The rise of teardown economics is compounded by the technical complexity of the 787 itself. Composite airframes, advanced avionics, and high-bypass turbofan engines are not only expensive to manufacture but also challenging to maintain. Components such as the GEnx and Rolls-Royce Trent 1000 engines require specialized inspection, certification, and installation procedures. For airlines facing immediate operational pressures, acquiring these parts through teardown is faster, more predictable, and often more cost-effective than relying on direct OEM supply. This creates a self-reinforcing ecosystem in which dismantled aircraft become the fastest route to fleet readiness, making even low-hour, nearly pristine airframes financially expendable.

The financial case for dismantling is further strengthened by the disparity between component value and the aircraft’s market price. For example, landing gear alone can account for $4–6 million, avionics for $2–4 million, and engines can exceed $20 million each. Combined with APUs, nacelle hardware, and other rotable units, the parts value often surpasses the aircraft’s current market valuation. In essence, the aircraft becomes a floating warehouse of high-demand, scarce components. Airlines and MRO (Maintenance, Repair, and Overhaul) providers recognize this value and are willing to pay premium prices for recovered parts, further incentivizing dismantling over resale or continued operation.
Moreover, the strategic timing of teardowns intersects with regulatory and certification considerations. Early-build 787s like N947BA had known assembly inconsistencies and structural nuances. Even if airworthy, such aircraft may face limited market acceptance due to insurance and operational risk concerns. Scrapping these jets for parts avoids the reputational and financial hazards associated with leasing or selling them to cautious operators, while simultaneously supplying high-value components to the broader fleet. This dual benefit — risk mitigation and component monetization — underscores the multidimensional calculus driving these decisions.
Ultimately, the story of hardly flown Boeing 787 Dreamliners being worth more as parts than whole aircraft illustrates a profound evolution in aerospace economics. The post-pandemic supply chain crisis, coupled with rapid fleet expansion and delayed OEM production, has created an environment where traditional asset valuation rules no longer apply. Component scarcity, high operational costs, and maintenance backlogs have aligned to make teardown the most rational financial strategy for certain jets. The implications extend across the airline industry, reshaping fleet management, asset valuation, and maintenance strategy for decades to come.

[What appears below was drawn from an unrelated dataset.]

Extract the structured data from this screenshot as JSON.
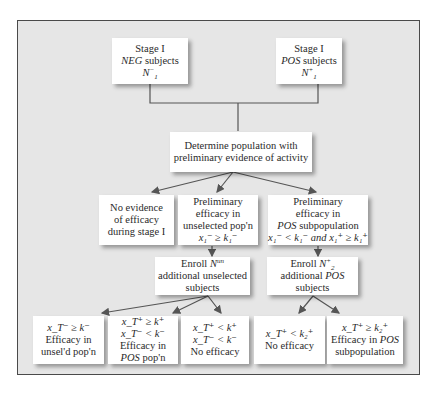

In conclusion, the Boeing 787 Dreamliner teardown cases highlight a new paradigm in commercial aviation asset management. Aircraft are no longer valued solely for their airframe and operational potential but increasingly for the marketability of their components in a constrained supply environment. Early-build aircraft with limited service histories, like N947BA, demonstrate that even nearly new jets can be financially optimized through disassembly. As supply chain pressures persist and demand for high-value parts remains elevated, the practice of dismantling younger aircraft is likely to continue, redefining the economics of modern fleet management and emphasizing the intrinsic worth of parts over the whole.